Martin Bromirski tends to torture
the skin of the canvas. He deliberately picks cheap ready-made canvases
that he paints, rips, cuts out circles, washes in the sink, scrapes,
sands, patches and stains till the history of all his trials and errors
produces this effect. If he stops from exhaustion, he deems that it is
the right skin and moves on.
Sharon Butler subverts the traditional use
of common materials. Her raw canvases are pinned on stretchers in
peculiar disarray, unsettling the viewer and causing them to focus on
the image in order to figure out why it is sitting there: Is it lost?

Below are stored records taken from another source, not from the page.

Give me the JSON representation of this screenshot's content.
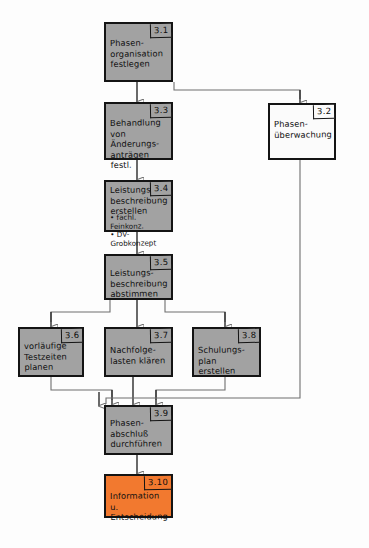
{
  "diagram": {
    "colors": {
      "node_fill_gray": "#a2a2a2",
      "node_fill_white": "#fbfbfb",
      "node_fill_orange": "#f2792f",
      "node_border": "#141414",
      "wire": "#6f6f6f",
      "background": "#fdfdfd"
    },
    "nodes": [
      {
        "id": "n31",
        "number": "3.1",
        "label": "Phasen-\norganisation\nfestlegen",
        "bullets": "",
        "fill": "gray"
      },
      {
        "id": "n32",
        "number": "3.2",
        "label": "Phasen-\nüberwachung",
        "bullets": "",
        "fill": "white"
      },
      {
        "id": "n33",
        "number": "3.3",
        "label": "Behandlung\nvon Änderungs-\nanträgen festl.",
        "bullets": "",
        "fill": "gray"
      },
      {
        "id": "n34",
        "number": "3.4",
        "label": "Leistungs-\nbeschreibung\nerstellen",
        "bullets": "• fachl. Feinkonz.\n• DV-Grobkonzept",
        "fill": "gray"
      },
      {
        "id": "n35",
        "number": "3.5",
        "label": "Leistungs-\nbeschreibung\nabstimmen",
        "bullets": "",
        "fill": "gray"
      },
      {
        "id": "n36",
        "number": "3.6",
        "label": "vorläufige\nTestzeiten\nplanen",
        "bullets": "",
        "fill": "gray"
      },
      {
        "id": "n37",
        "number": "3.7",
        "label": "Nachfolge-\nlasten klären",
        "bullets": "",
        "fill": "gray"
      },
      {
        "id": "n38",
        "number": "3.8",
        "label": "Schulungs-\nplan erstellen",
        "bullets": "",
        "fill": "gray"
      },
      {
        "id": "n39",
        "number": "3.9",
        "label": "Phasen-\nabschluß\ndurchführen",
        "bullets": "",
        "fill": "gray"
      },
      {
        "id": "n310",
        "number": "3.10",
        "label": "Information u.\nEntscheidung",
        "bullets": "",
        "fill": "orange"
      }
    ]
  }
}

Does it need help? What does it want to say?
Suejin Jo paints with oil
and acrylic paint in a nontraditional way. Deeply interested in the
texture of the picture surface, she painted with oil and dry pigment for
over a decade despite health risks. Experimenting to find a healthier
alternative led her to discover oil and acrylic paints wet on wet gave a
unique skin to the painting.
Scott Richter makes his own medium to give a
distintive skin to the work, undergoing considerable effort and
expense. He believes that words strip the work of mystery and the dialog
with the viewer. His well-known pieces are brilliantly constructed with
impasto oil paint and airy whispers circulating among the clearly
defined forms.
Drew Shiflett uses the traditional materials but her way
of building the skin of her art work is anything but traditional. She
repeatedly draws, paints, cuts, glues, layers, pulls and builds until
all the element evolve to reference a sculptural wall or relief.
“SKIN,” curated by Suejin Jo. The Painting Center, Chelsea, New York, NY. Through December 21, 2013.